Living a long life means dwelling on a stage with numerous trapdoors. Players vanish or reappear, as part of some grand design that becomes all the more baffling as time passes.
Three stories by the Nobel laureate Alice Munro, from her 2004 collection Runaway, were the source for Pedro Almodóvar’s latest film, the serious but never somber Julieta. Here the Spanish master presents a “tearless melodrama,” in which a woman copes with the inexplicable vanishing of her daughter, Antía. Having no explanation for the rift, Julieta corrodes inside, living with the guilt of whatever it was that she did to cause her daughter to leave her.
The loss essentially changes her into two separate people. The “before” picture is Julieta as a perky, substitute classics teacher (Adriana Ugarte) with one of those dandelion-like haircuts that came around when punk rock went uptown. (The hairstyle helps, but we can also guess at the date. Julieta’s students, reaching for someone to compare to the beauty of Ulysses’ Calypso, pick Kim Basinger. One recalls the actress’ turn as Vicki Vale in 1989’s Batman.)
The older, solitary Julieta of today (played by Emma Suàrez) shows the cracks of age. Julieta is about to leave her home in Madrid, when she gets the news that an old friend has seen Antía with three children of her own, somewhere on the shore of Italy’s Lake Como. With grace and sureness, Almodóvar flashes back through Julieta’s history, stopping long enough to show us the tryst she had with a stranger on a train—Antía’s father. The stranger, Xoan (Daniel Grao), has a sad story; he’s a fisherman whose wife is in a multi-year coma.
When Julieta learns she’s pregnant with Antía, she tracks Xoan down. At his house, he deals with his rudely possessive housekeeper Marian, played by Almodóvar regular Rossy de Palma. De Palma, who has as arrogant a nose as an actress ever looked down, seems to be honoring the memory of mean Mrs. Danvers in Rebecca. Marian’s lack of discretion, and her serious conservatism toward anyone who isn’t Xoan, is key to how Julieta loses the man in her life, and her daughter as well.
Julieta’s color is phenomenal. The richness of this film shows how superficial the saturated primary colors were in the neo-musical La La Land, as affectless as the plastic brightness of a children’s book. Julieta’s opening shot of deep crimson satin folds suggests perfect rose petals, or what people meant when they used to say “the cockles of the heart.” The entire family of red gleams, from wine, to magenta, to scarlets so rich they’re almost black. Jean-Claude Larrieu’s photography is hypnotic, even in ordinary transitional shots: a tiny red car gleaming like a gem in an aerial shot of mountain roads.
Instead of Munro’s native Huron County, Ontario, Almodóvar shoots in coastal Galicia; Xoan’s seaside house looks out at the Rio Ferrol Estuary, a landscape strongly resembling Point Reyes. It may be that Almodóvar had in mind a mainstream hit, the recreation of what the studios in California did so well 60 years ago. He was originally thinking of making this in English, in Vancouver with Meryl Streep. Canada is the place where melodrama went to retire, a home for the depraved expressionist melos of Guy Maddin and Atom Egoyan’s superficially calm and emotionally devastating stories of sundered families.
It’s hard to guess how this director’s taste for dramatic flamboyance would have run up against Streep’s precision. Over the course of a four-decade career, Almodóvar gave us numerous screwball comedies as well as ridiculously good horror (The Skin I Live In). But the extremes in Julieta are well within the bounds of the elegant Hollywood melodrama, outside of that zone of breakdowns or tears—the best of these women’s pictures had but one tear, usually. That restraint is what makes Julieta so well-turned, such a balance of smooth women and jagged feelings. That’s what makes it so absorbing, with its imagery of ethereal lost love, in the jigsaw puzzle of a torn photograph, or soft red lips kissing a still tender, freshly tattooed heart on a man’s shoulder.
Julieta
Written and directed by Pedro Almodóvar. Based on stories from ‘Runaway’ by Alice Munro. Starring Adriana Ugarte, Emma Suàrez and Rossy de Palma. Rated R. 99 min.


-- Work task --
Skip the images and copy each record exactly as written.

--- Information shown ---

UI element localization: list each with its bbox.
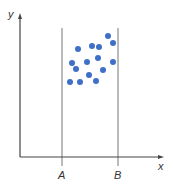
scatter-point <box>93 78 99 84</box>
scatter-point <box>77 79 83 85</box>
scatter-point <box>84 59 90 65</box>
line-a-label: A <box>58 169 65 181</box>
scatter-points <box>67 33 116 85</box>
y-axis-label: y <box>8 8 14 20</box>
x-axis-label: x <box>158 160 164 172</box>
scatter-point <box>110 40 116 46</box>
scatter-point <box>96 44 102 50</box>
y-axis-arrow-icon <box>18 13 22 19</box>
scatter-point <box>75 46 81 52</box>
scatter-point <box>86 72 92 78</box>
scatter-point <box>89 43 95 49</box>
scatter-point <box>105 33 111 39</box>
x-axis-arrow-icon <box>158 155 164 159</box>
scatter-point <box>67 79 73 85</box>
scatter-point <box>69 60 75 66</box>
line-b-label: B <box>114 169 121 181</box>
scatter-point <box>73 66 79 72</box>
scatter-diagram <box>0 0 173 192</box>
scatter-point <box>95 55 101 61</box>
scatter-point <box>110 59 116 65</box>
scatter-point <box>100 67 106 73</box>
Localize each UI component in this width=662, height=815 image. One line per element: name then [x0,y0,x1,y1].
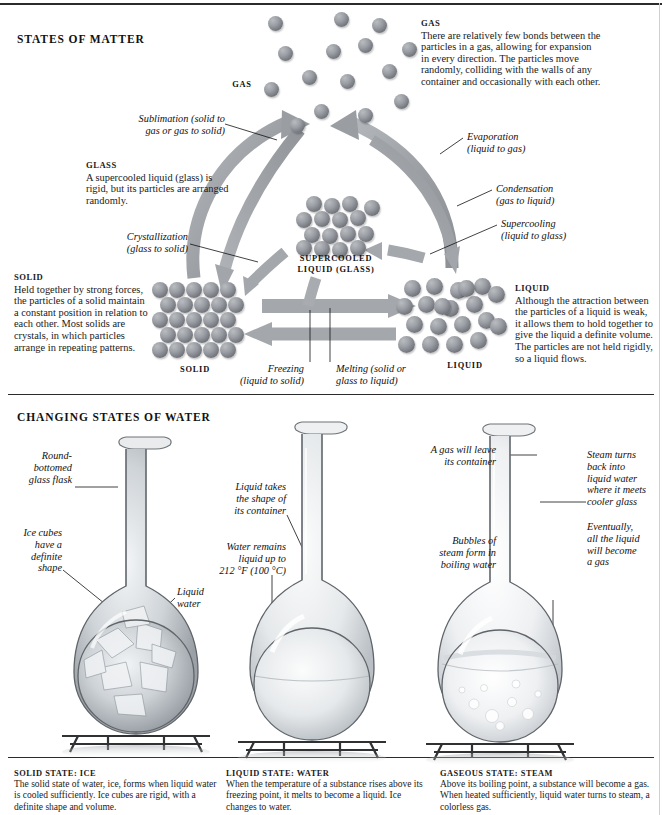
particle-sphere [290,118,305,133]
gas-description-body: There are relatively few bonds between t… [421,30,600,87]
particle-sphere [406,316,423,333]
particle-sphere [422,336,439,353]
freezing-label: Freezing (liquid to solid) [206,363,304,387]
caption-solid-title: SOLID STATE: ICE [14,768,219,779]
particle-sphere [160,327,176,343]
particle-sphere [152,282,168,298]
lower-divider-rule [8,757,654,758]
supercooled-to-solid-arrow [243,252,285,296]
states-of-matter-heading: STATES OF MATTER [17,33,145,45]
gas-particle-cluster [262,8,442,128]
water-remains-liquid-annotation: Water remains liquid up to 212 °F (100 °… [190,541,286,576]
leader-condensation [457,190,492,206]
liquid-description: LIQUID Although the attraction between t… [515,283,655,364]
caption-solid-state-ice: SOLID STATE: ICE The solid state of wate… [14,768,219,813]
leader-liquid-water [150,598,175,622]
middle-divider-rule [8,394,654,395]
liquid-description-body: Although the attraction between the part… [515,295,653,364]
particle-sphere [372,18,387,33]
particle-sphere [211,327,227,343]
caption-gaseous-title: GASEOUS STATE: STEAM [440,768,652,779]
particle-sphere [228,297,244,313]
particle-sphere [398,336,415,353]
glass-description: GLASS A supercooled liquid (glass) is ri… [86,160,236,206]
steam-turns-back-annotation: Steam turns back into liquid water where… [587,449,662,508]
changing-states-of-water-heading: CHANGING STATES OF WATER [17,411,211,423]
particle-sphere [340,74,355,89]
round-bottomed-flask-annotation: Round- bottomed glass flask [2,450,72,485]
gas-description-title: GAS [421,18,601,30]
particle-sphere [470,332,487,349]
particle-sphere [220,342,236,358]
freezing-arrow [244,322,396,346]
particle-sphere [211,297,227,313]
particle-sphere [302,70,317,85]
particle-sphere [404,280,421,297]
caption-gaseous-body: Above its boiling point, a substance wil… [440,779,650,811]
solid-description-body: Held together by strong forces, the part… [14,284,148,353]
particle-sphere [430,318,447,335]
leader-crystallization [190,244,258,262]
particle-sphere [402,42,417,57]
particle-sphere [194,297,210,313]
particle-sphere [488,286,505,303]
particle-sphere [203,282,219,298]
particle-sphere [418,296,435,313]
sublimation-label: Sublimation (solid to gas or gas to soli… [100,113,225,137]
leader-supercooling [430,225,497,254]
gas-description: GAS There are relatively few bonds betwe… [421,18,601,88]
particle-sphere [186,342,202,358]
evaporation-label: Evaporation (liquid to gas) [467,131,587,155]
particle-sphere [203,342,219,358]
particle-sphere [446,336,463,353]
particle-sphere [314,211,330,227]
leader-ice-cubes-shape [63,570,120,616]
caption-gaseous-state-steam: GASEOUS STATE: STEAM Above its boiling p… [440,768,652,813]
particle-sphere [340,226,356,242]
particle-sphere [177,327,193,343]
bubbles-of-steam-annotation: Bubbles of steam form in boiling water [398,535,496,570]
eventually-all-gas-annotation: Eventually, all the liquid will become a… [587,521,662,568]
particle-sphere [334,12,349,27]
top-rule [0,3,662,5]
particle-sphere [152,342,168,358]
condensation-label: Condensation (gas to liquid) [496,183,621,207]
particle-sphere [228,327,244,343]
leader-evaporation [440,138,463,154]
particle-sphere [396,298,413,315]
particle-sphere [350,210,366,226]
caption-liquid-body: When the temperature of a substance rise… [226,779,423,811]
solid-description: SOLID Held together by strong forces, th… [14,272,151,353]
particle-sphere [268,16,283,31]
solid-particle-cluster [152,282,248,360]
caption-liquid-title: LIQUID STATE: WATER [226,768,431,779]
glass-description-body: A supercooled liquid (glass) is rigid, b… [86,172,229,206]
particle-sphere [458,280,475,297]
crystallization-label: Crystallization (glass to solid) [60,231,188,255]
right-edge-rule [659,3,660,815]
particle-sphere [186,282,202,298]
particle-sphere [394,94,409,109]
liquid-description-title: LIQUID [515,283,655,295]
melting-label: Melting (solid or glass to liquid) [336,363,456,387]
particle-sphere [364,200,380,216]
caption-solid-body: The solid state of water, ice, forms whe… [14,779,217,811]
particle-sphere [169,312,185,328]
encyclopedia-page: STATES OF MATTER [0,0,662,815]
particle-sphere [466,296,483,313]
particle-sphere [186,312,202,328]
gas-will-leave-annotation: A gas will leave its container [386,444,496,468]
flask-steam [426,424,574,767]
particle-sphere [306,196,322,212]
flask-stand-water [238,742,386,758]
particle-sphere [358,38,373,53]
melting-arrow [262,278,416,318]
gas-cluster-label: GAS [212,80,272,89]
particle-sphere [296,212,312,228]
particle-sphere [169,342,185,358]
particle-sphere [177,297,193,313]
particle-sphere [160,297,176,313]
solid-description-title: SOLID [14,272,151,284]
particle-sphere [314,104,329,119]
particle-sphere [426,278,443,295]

---

-- Solution for this problem --
UI element localization: list each with its bbox.
scatter-point <box>93 78 99 84</box>
scatter-point <box>77 79 83 85</box>
scatter-point <box>84 59 90 65</box>
line-a-label: A <box>58 169 65 181</box>
scatter-points <box>67 33 116 85</box>
y-axis-label: y <box>8 8 14 20</box>
x-axis-label: x <box>158 160 164 172</box>
scatter-point <box>110 40 116 46</box>
scatter-point <box>96 44 102 50</box>
y-axis-arrow-icon <box>18 13 22 19</box>
scatter-point <box>75 46 81 52</box>
scatter-point <box>86 72 92 78</box>
scatter-point <box>89 43 95 49</box>
scatter-point <box>105 33 111 39</box>
x-axis-arrow-icon <box>158 155 164 159</box>
scatter-point <box>67 79 73 85</box>
scatter-point <box>69 60 75 66</box>
line-b-label: B <box>114 169 121 181</box>
scatter-point <box>73 66 79 72</box>
scatter-diagram <box>0 0 173 192</box>
scatter-point <box>95 55 101 61</box>
scatter-point <box>110 59 116 65</box>
scatter-point <box>100 67 106 73</box>
Localize each UI component in this width=662, height=815 image. One line per element: name then [x0,y0,x1,y1].
particle-sphere [290,118,305,133]
gas-description-body: There are relatively few bonds between t… [421,30,600,87]
particle-sphere [406,316,423,333]
particle-sphere [422,336,439,353]
freezing-label: Freezing (liquid to solid) [206,363,304,387]
caption-solid-title: SOLID STATE: ICE [14,768,219,779]
particle-sphere [160,327,176,343]
particle-sphere [152,282,168,298]
lower-divider-rule [8,757,654,758]
supercooled-to-solid-arrow [243,252,285,296]
states-of-matter-heading: STATES OF MATTER [17,33,145,45]
gas-particle-cluster [262,8,442,128]
water-remains-liquid-annotation: Water remains liquid up to 212 °F (100 °… [190,541,286,576]
leader-condensation [457,190,492,206]
liquid-description: LIQUID Although the attraction between t… [515,283,655,364]
caption-solid-state-ice: SOLID STATE: ICE The solid state of wate… [14,768,219,813]
leader-liquid-water [150,598,175,622]
middle-divider-rule [8,394,654,395]
liquid-description-body: Although the attraction between the part… [515,295,653,364]
particle-sphere [372,18,387,33]
particle-sphere [211,327,227,343]
caption-gaseous-title: GASEOUS STATE: STEAM [440,768,652,779]
particle-sphere [228,297,244,313]
particle-sphere [398,336,415,353]
glass-description: GLASS A supercooled liquid (glass) is ri… [86,160,236,206]
steam-turns-back-annotation: Steam turns back into liquid water where… [587,449,662,508]
changing-states-of-water-heading: CHANGING STATES OF WATER [17,411,211,423]
particle-sphere [340,74,355,89]
round-bottomed-flask-annotation: Round- bottomed glass flask [2,450,72,485]
gas-description-title: GAS [421,18,601,30]
particle-sphere [470,332,487,349]
particle-sphere [220,342,236,358]
freezing-arrow [244,322,396,346]
particle-sphere [211,297,227,313]
particle-sphere [302,70,317,85]
particle-sphere [404,280,421,297]
caption-gaseous-body: Above its boiling point, a substance wil… [440,779,650,811]
solid-description-body: Held together by strong forces, the part… [14,284,148,353]
particle-sphere [430,318,447,335]
leader-crystallization [190,244,258,262]
particle-sphere [402,42,417,57]
particle-sphere [194,297,210,313]
particle-sphere [488,286,505,303]
particle-sphere [203,282,219,298]
particle-sphere [418,296,435,313]
sublimation-label: Sublimation (solid to gas or gas to soli… [100,113,225,137]
leader-supercooling [430,225,497,254]
gas-description: GAS There are relatively few bonds betwe… [421,18,601,88]
particle-sphere [186,342,202,358]
evaporation-label: Evaporation (liquid to gas) [467,131,587,155]
particle-sphere [203,342,219,358]
particle-sphere [446,336,463,353]
particle-sphere [314,211,330,227]
leader-ice-cubes-shape [63,570,120,616]
caption-gaseous-state-steam: GASEOUS STATE: STEAM Above its boiling p… [440,768,652,813]
particle-sphere [340,226,356,242]
particle-sphere [177,327,193,343]
bubbles-of-steam-annotation: Bubbles of steam form in boiling water [398,535,496,570]
eventually-all-gas-annotation: Eventually, all the liquid will become a… [587,521,662,568]
particle-sphere [334,12,349,27]
top-rule [0,3,662,5]
particle-sphere [152,342,168,358]
condensation-label: Condensation (gas to liquid) [496,183,621,207]
particle-sphere [228,327,244,343]
leader-evaporation [440,138,463,154]
particle-sphere [396,298,413,315]
particle-sphere [350,210,366,226]
caption-liquid-body: When the temperature of a substance rise… [226,779,423,811]
solid-description: SOLID Held together by strong forces, th… [14,272,151,353]
particle-sphere [268,16,283,31]
solid-particle-cluster [152,282,248,360]
caption-liquid-title: LIQUID STATE: WATER [226,768,431,779]
glass-description-body: A supercooled liquid (glass) is rigid, b… [86,172,229,206]
particle-sphere [458,280,475,297]
crystallization-label: Crystallization (glass to solid) [60,231,188,255]
right-edge-rule [659,3,660,815]
particle-sphere [186,282,202,298]
particle-sphere [394,94,409,109]
liquid-description-title: LIQUID [515,283,655,295]
melting-label: Melting (solid or glass to liquid) [336,363,456,387]
particle-sphere [364,200,380,216]
caption-solid-body: The solid state of water, ice, forms whe… [14,779,217,811]
particle-sphere [169,312,185,328]
encyclopedia-page: STATES OF MATTER [0,0,662,815]
particle-sphere [466,296,483,313]
particle-sphere [186,312,202,328]
gas-will-leave-annotation: A gas will leave its container [386,444,496,468]
flask-steam [426,424,574,767]
particle-sphere [306,196,322,212]
flask-stand-water [238,742,386,758]
particle-sphere [358,38,373,53]
melting-arrow [262,278,416,318]
gas-cluster-label: GAS [212,80,272,89]
particle-sphere [296,212,312,228]
particle-sphere [169,342,185,358]
particle-sphere [177,297,193,313]
particle-sphere [160,297,176,313]
solid-description-title: SOLID [14,272,151,284]
particle-sphere [314,104,329,119]
particle-sphere [426,278,443,295]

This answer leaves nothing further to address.